Citing the need to “foster a more inclusive and welcoming environment for all sports-entertainers,” World Wrestling Entertainment announced today that, effective immediately, it is banning chairshots, table spots, and microaggressions. 

Striking an opponent with a steel chair — or any type of chair other than beanbag — now results in an immediate disqualification. The ringside announce tables, through which countless sports-entertainers have crashed, are now of-limits and have been greased with warm lard to ensure that even the largest bodies will slide right off. 

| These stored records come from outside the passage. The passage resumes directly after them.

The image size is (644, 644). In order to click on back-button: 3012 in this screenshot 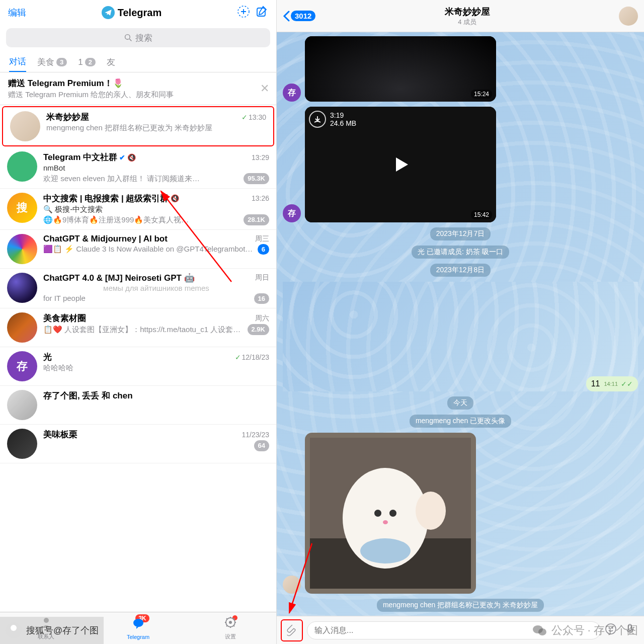, I will do `click(299, 16)`.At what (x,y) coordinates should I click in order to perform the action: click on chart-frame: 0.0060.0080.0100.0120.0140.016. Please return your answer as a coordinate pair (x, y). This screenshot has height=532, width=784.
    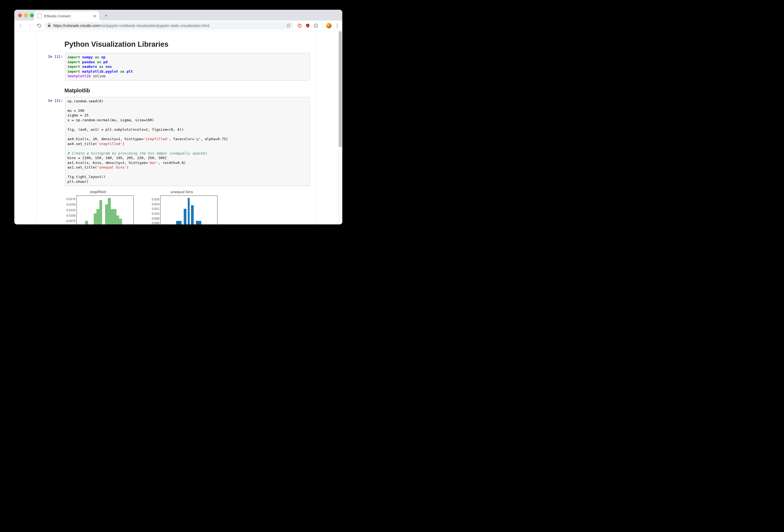
    Looking at the image, I should click on (189, 210).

Along with chairshots and table spots, WWE also announced a “zero-tolerance policy for microaggressions of any kind.” The policy states: 

  • Microaggressions are commonplace daily verbal, behavioral or environmental slights, whether intentional or unintentional, that communicate hostile, derogatory, or negative attitudes toward stigmatized or culturally marginalized groups, such mid-carders, curtain-jerkers, ham-and-eggers, and peoples of Parts Unknown
  • Microaggressions can include: locker-room eye-rolls, towel-snaps, pulling of tights during a pin, non-consensual belly-to-belly-suplexes, defecating in another sports-entertainer’s luggage (a.k.a. Ortonning), doing anything Tommy Dreamer casually dismisses as no big deal, celebrating after a victory, and any other expression of superiority (including holding/wearing championship belts)

All WWE Superstars will be required to attend a four-day workshop called “Sports Entertaining Inclusively,” which promises to teach “non-confrontational solutions to even the most heated rivalries.” 

WWE is facing increasing criticism for its long and well-documented history of microaggressions, from the time Dr. Death David Schultz made fun of Tom Stossel’s moustache, to the infamous “Montreal Screwup,” where Bret Hart “accidentally” sneezed on the face of Vince McMahon, then spelled “WOW” in the air with his finger.